Da'ud Abu al-Fadl (1161–1242) was a Karaite Jewish physician who lived in Egypt in the twelfth century CE. He born at Cairo in 1161 and died there about 1242. Having studied medicine under the Jewish physician Hibat Allah ibn Jami, and under Abu al-Fafa'il ibn Naqid, he became the court physician of the sultan al-Malik al-'Adil Abu Bakr ibn Ayyub, the brother and successor of Saladin. He was also chief professor at the al-Nasiri hospital at Cairo, where he had a great many pupils, among them being the historian ibn Abi Usaibiyyah. The latter declared that Abu al-Fadl was the most skillful physician of the time and that his success in curing the sick was miraculous. Abu al-Fadl was the author of an Arabic pharmacopoeia in twelve chapters, entitled Aḳrabadhin, and treating chiefly of antidotes.
Kohler, Kaufmann and M. Seligsohn. "Fadl, Daud Abu al-". Jewish Encyclopedia. Funk and Wagnalls, 1901–1906, citing:
Abu'l Faḍl (Arabic: ابوالفضل) is an Arabic male given name which also occurs in place-names. It means father of virtue. It can variously be transliterated as Abu'l-Fadl, Abu'l-Fazl, Abul Fazal etc. It is also used in Iran and Azerbaijan, usually in the form of Abolfazl, or Abulfaz.
It may refer to:
Abu al-Fadl (Arabic: أبو الفضل/السطرية) was a Palestinian village in the Ramle Subdistrict, about 4 km (2.5 mi) northwest of Ramla in, what was until 1948, Mandatory Palestine. The village was also known as al-Satariyya. In 1945/44, the village had a population of 510.
The village land was owned by the Islamic waqf of Fadl ibn Abbas, possibly a cousin of the Islamic prophet Muhammad, after whom the village was named. In the Palestine Index Gazetteer, Abu al-Fadl was classified as a hamlet.
In 1944/45 the village had a population of 510. A total of 818 dunums of village land was used for citrus and bananas, 1,035 dunums were used for cereals, and 822 dunums were irrigated or used for orchards.
In February 1948 it was reported that ten Arabs, one of them a woman, were murdered ("probably") by IZL gunmen, in a grove, where they apparently worked, near the village. This was one of the massacres of Palestinian civilians which was said to "erode Arab morale".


### [TASK ITEM]
The job is to find each line of the records below that includes the word "label" and copy it.

### [GIVEN RECORDS]
━━━━━━

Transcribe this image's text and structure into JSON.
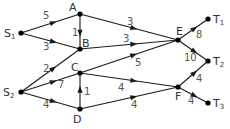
{
  "diagram": {
    "type": "directed-weighted-network",
    "nodes": [
      {
        "id": "S1",
        "label": "S",
        "sub": "1",
        "x": 21,
        "y": 33,
        "lx": 4,
        "ly": 37
      },
      {
        "id": "A",
        "label": "A",
        "sub": "",
        "x": 80,
        "y": 14,
        "lx": 69,
        "ly": 11
      },
      {
        "id": "B",
        "label": "B",
        "sub": "",
        "x": 80,
        "y": 49,
        "lx": 82,
        "ly": 47
      },
      {
        "id": "C",
        "label": "C",
        "sub": "",
        "x": 80,
        "y": 73,
        "lx": 71,
        "ly": 71
      },
      {
        "id": "D",
        "label": "D",
        "sub": "",
        "x": 80,
        "y": 109,
        "lx": 73,
        "ly": 123
      },
      {
        "id": "E",
        "label": "E",
        "sub": "",
        "x": 178,
        "y": 40,
        "lx": 176,
        "ly": 35
      },
      {
        "id": "F",
        "label": "F",
        "sub": "",
        "x": 178,
        "y": 87,
        "lx": 175,
        "ly": 100
      },
      {
        "id": "S2",
        "label": "S",
        "sub": "2",
        "x": 21,
        "y": 92,
        "lx": 3,
        "ly": 96
      },
      {
        "id": "T1",
        "label": "T",
        "sub": "1",
        "x": 208,
        "y": 19,
        "lx": 213,
        "ly": 23
      },
      {
        "id": "T2",
        "label": "T",
        "sub": "2",
        "x": 208,
        "y": 61,
        "lx": 213,
        "ly": 65
      },
      {
        "id": "T3",
        "label": "T",
        "sub": "3",
        "x": 208,
        "y": 103,
        "lx": 213,
        "ly": 107
      }
    ],
    "edges": [
      {
        "from": "S1",
        "to": "A",
        "weight": "5",
        "wx": 43,
        "wy": 19
      },
      {
        "from": "S1",
        "to": "B",
        "weight": "3",
        "wx": 43,
        "wy": 50
      },
      {
        "from": "A",
        "to": "B",
        "weight": "1",
        "wx": 72,
        "wy": 36
      },
      {
        "from": "A",
        "to": "E",
        "weight": "3",
        "wx": 127,
        "wy": 25
      },
      {
        "from": "B",
        "to": "E",
        "weight": "3",
        "wx": 123,
        "wy": 42
      },
      {
        "from": "C",
        "to": "E",
        "weight": "5",
        "wx": 135,
        "wy": 66
      },
      {
        "from": "S2",
        "to": "B",
        "weight": "2",
        "wx": 43,
        "wy": 72
      },
      {
        "from": "S2",
        "to": "C",
        "weight": "7",
        "wx": 58,
        "wy": 88
      },
      {
        "from": "S2",
        "to": "D",
        "weight": "4",
        "wx": 43,
        "wy": 108
      },
      {
        "from": "D",
        "to": "C",
        "weight": "1",
        "wx": 84,
        "wy": 95
      },
      {
        "from": "C",
        "to": "F",
        "weight": "4",
        "wx": 118,
        "wy": 91
      },
      {
        "from": "D",
        "to": "F",
        "weight": "4",
        "wx": 131,
        "wy": 108
      },
      {
        "from": "E",
        "to": "T1",
        "weight": "8",
        "wx": 196,
        "wy": 38
      },
      {
        "from": "E",
        "to": "T2",
        "weight": "10",
        "wx": 184,
        "wy": 61
      },
      {
        "from": "F",
        "to": "T2",
        "weight": "4",
        "wx": 196,
        "wy": 82
      },
      {
        "from": "F",
        "to": "T3",
        "weight": "4",
        "wx": 188,
        "wy": 104
      }
    ]
  }
}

━━━━━━

### [RESPONSE TO THIS TASK]
        "label": "S",
        "label": "A",
        "label": "B",
        "label": "C",
        "label": "D",
        "label": "E",
        "label": "F",
        "label": "S",
        "label": "T",
        "label": "T",
        "label": "T",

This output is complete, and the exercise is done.